Although Washington state’s top court is demanding that elected officials present a new plan to boost K-12 spending—and set an early September court date on the matter—legislators and Gov. Jay Inslee say there’s virtually no chance they’ll convene to craft a fresh strategy before then.
In a June 12 court order, the state Supreme Court warned that if elected officials don’t outline a new budgetary approach acceptable to the court, it could find the state in contempt and impose a range of sanctions that could include a halt to funding for public schools, or forcing the state to sell assets to increase education spending.
But legislators say it’s unlikely the court will act on such threats, and that they represent distractions from efforts to comply with the court’s ruling more than two years ago in McCleary v. Washington, which held that the state’s education system was unconstitutional due to low funding levels.
“This is something I think we have to resolve in the budget session in January” when lawmakers craft the next two-year state budget, said Democratic Rep. Ross Hunter, the chairman of the House appropriations committee. He said he has serious doubts that the court would take any action effectively forcing schools to close just as the 2014-15 academic year gets started.
And Jaime Smith, a spokeswoman for Gov. Inslee, a Democrat, said the likelihood of a special session this summer to address the court order “remains pretty low” because lawmakers haven’t shown interest in trying to tackle education spending again this year. While lawmakers have increased school funding by about $1 billion since the McCleary ruling, the new spending level falls short of a plan that legislators previously outlined to increase spending enough to satisfy the court.
“It’s hard to see how we would call legislators back right now and see any different outcome,” said Ms. Smith, although she said Gov. Inslee was still reviewing the June 12 court order.
That could be a very high-stakes gamble, said Michael A. Rebell, a professor of law and educational practice at Teachers’ College, Columbia University, who tracks school-funding lawsuits.
“I don’t think the court is looking to do any of those strongly worded, possible remedies,” Mr. Rebell said. “But the legislature doesn’t know, and we don’t know.”
Insufficient Progress
The latest showdown stems from the court’s January 2012 ruling in the McCleary case, in which it declared that K-12 spending failed to live up to the standard set in the state’s constitution, which makes it the state’s “paramount duty” to provide “ample provision” for public education. The court gave the legislature until the 2017-18 school year, however, to boost state aid to public schools and thereby satisfy the court, which has regularly assessed the state legislature’s progress in increasing funding since the McCleary ruling.
The most recent report from the legislature to the court was released April 29, in which lawmakers document mixed progress.
In the state’s 2013-15 biennial budget, the legislature has approved roughly $1 billion in new education spending. But that figure falls short of the roughly $1.4 billion legislators estimated they would have to spend by this point, in order to be on track with a plan they have previously presented to satisfy the McCleary ruling. They also conceded that there is no “political agreement” among them on how to proceed to further overhaul K-12 spending.
In its June 12 order, the court said that unless the legislature persuades the justices otherwise by a Sept. 3 show-cause hearing, the court could hold the state in contempt and impose a variety of sanctions. They could include a specific funding level imposed by the court, fines—or even a halt in funding to a state school system deemed unconstitutional.
There is precedent for courts to take drastic action when they believe legislators aren’t meeting their school-funding obligations. As part of the fallout from the Robinson v. Cahill case in New Jersey, Mr. Rebell noted, the state’s top court ordered public schools to close for 12 days in 1976 because of the legislature’s failure to adhere to the state’s education funding formula, although the closings took place in July, before the next regular academic year began.
Next Steps Unclear
This also is not the first time the Washington state Supreme Court has shown disappointment with how the state has responded to its ruling in McCleary. At the start of 2014, the court expressed its disapproval with the state’s overall strategy despite the funding increase of $982 million approved for the 2013-15 budget. That increase was only a 6.7 percent above the level that the court previously deemed unconstitutional, the justices noted. Earlier this year, lawmakers added $58 million to that in a supplemental budget.
But to keep up with a plan laid out by legislators in late 2012, they will have to approve roughly $3.5 billion in additional K-12 spending through 2018 in order to satisfy the court, even after those two budget increases. Each year that legislators fail to stick to their plan increases the pressure on subsequent legislative sessions until 2018, Ms. Smith added.
State Rep. Chad Magendanz, a Republican who is the ranking member of the House education committee, agreed with Ms. Smith that there seemed little point in a special session before Sept. 3. He said that while he wasn’t particularly concerned about the idea that the court was encroaching on the legislature’s prerogatives, “The children of Washington are not being well served by hauling us back into court.”
He stressed that there is a “dedicated core of bipartisan legislators” who have worked hard to boost education funding in various ways. Education spending not designed to address McCleary, Mr. Magendanz added, increased in the 2013-15 budget by about $600 million, a figure that includes increased state contributions to public-employee pensions.
“This is a good-faith effort to comply,” Mr. Magendanz said. “We’ve turned the tide. That was not an easy task.”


= YOUR GOAL =
From the line containing "The height and" through the last line below, copy every line exactly, leaving out the pictures.

** DATA RECORDS follows **

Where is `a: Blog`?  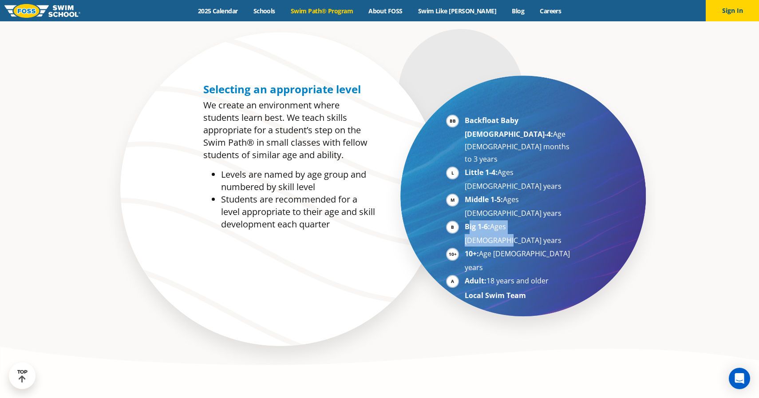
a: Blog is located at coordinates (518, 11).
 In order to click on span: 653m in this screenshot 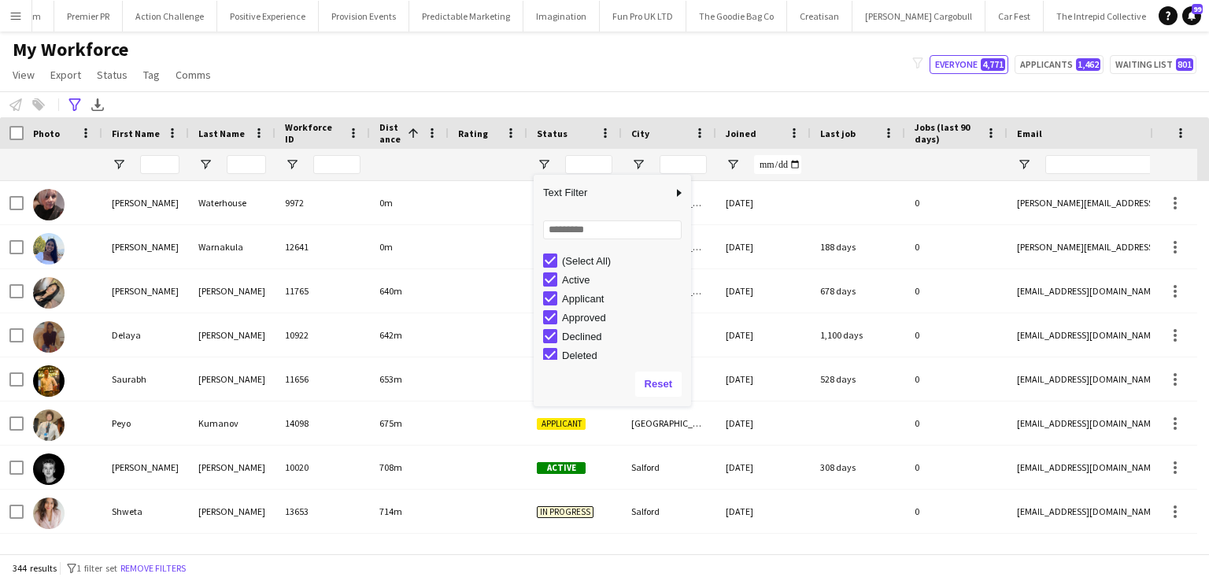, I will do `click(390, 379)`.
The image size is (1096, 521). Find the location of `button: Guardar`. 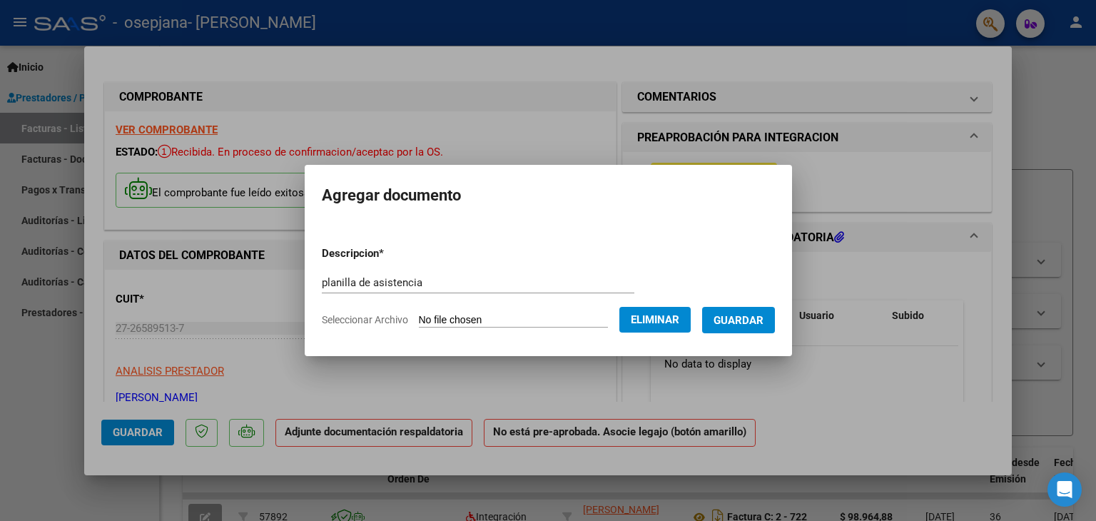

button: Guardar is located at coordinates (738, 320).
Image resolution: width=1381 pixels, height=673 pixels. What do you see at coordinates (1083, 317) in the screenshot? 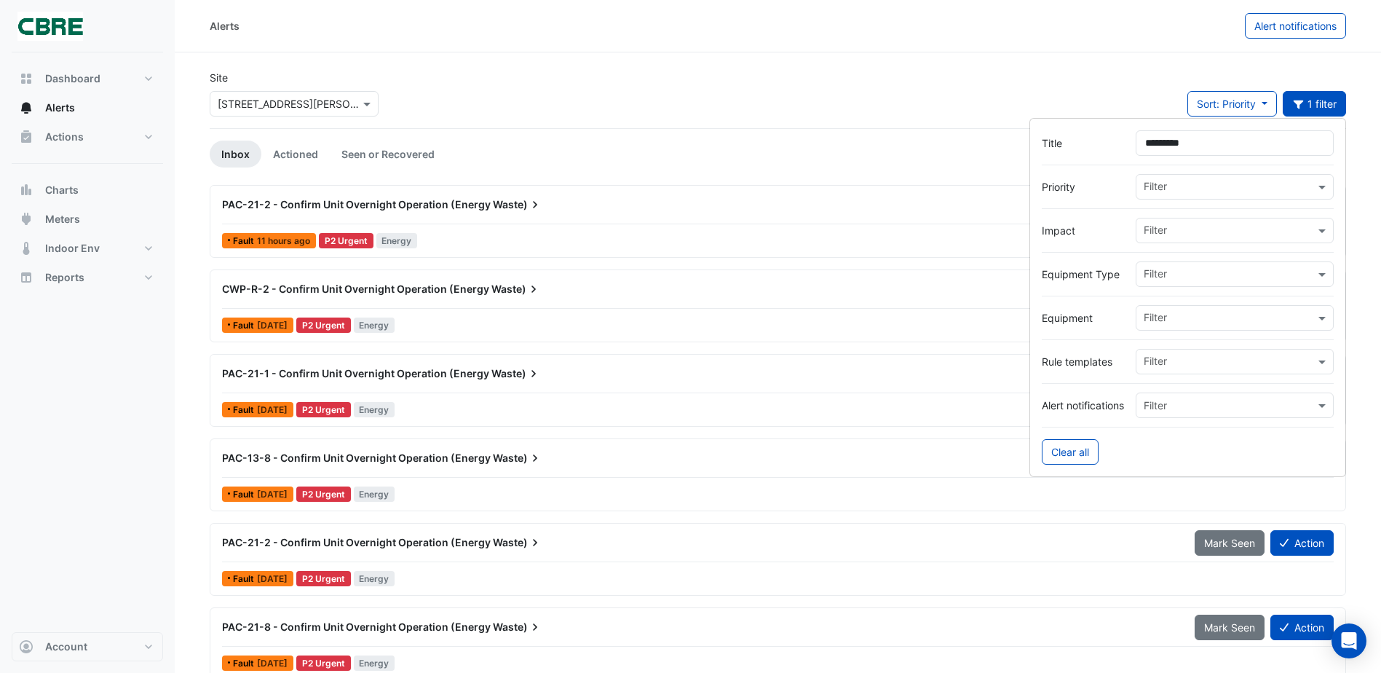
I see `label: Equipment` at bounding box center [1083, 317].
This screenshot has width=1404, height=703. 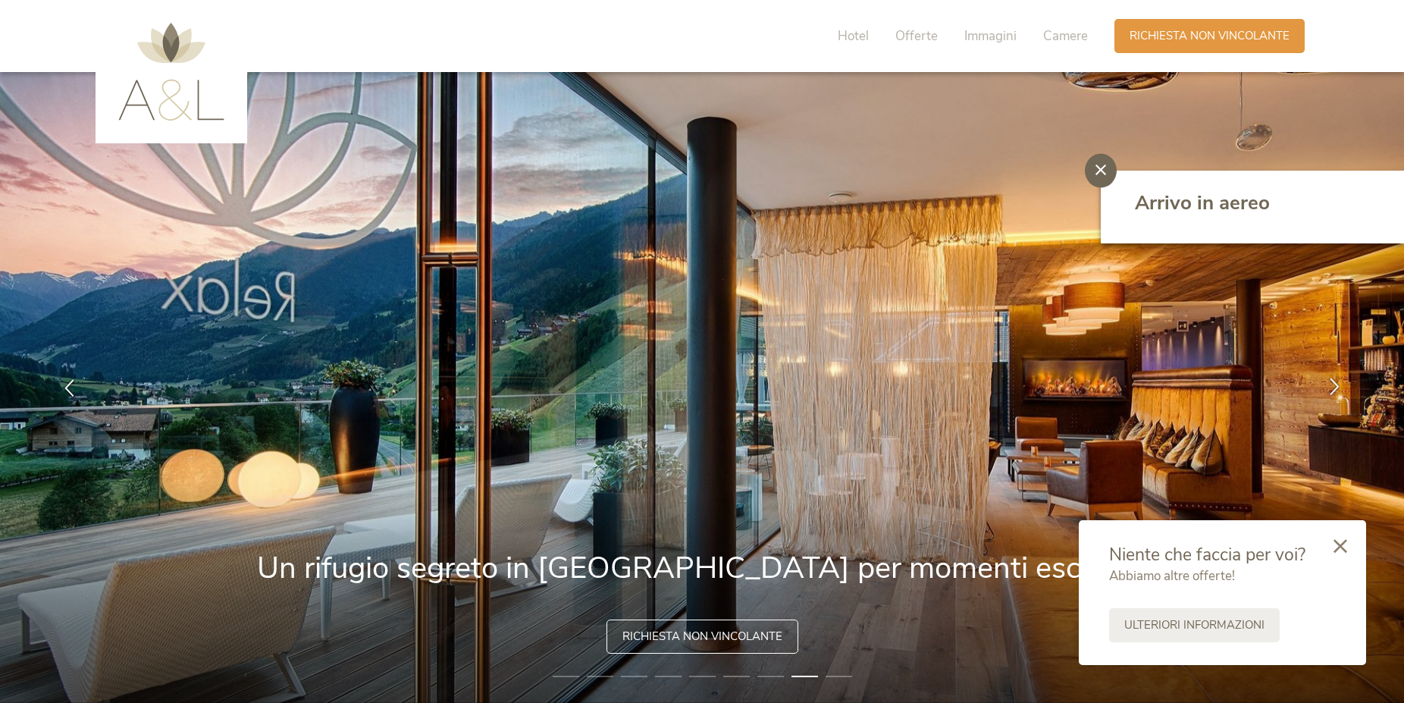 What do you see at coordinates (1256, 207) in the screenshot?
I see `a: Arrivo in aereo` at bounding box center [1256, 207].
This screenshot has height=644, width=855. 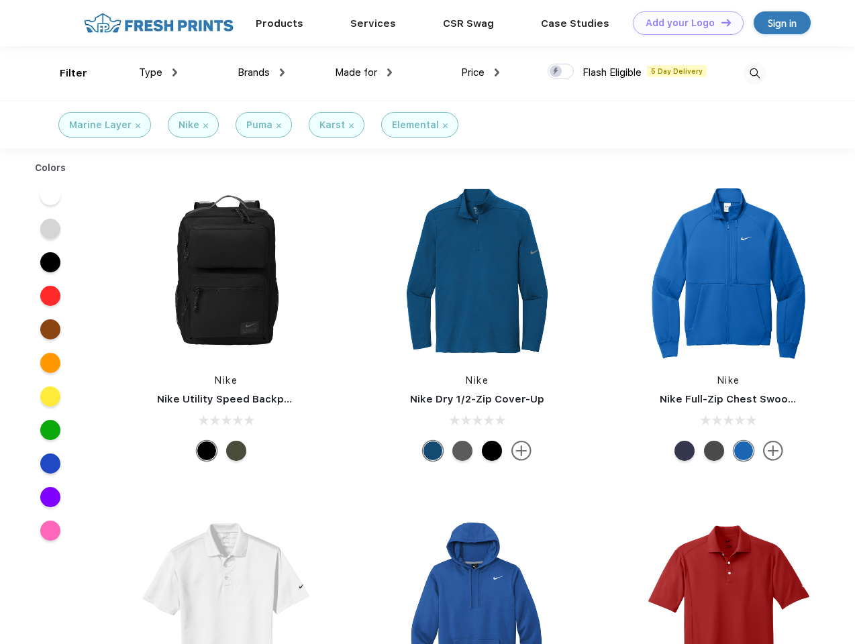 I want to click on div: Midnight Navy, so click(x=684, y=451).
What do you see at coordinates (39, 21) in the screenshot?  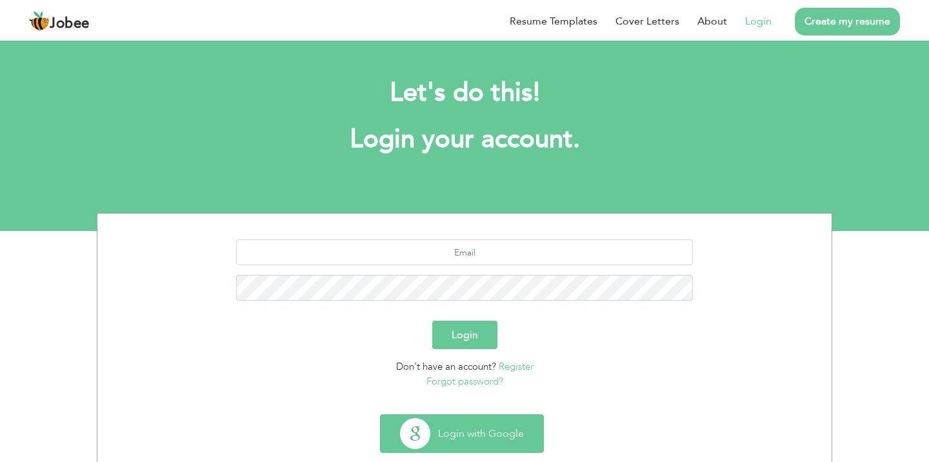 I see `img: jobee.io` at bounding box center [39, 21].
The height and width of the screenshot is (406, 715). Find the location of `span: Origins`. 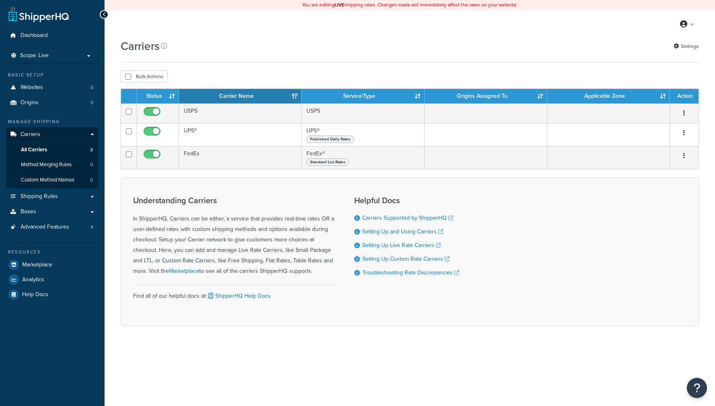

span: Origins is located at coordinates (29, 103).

** End of DATA RECORDS **

= ANSWER BOX =
The height and width of the screenshot is (406, 715). Find the location of `span: Origins`. 

span: Origins is located at coordinates (29, 103).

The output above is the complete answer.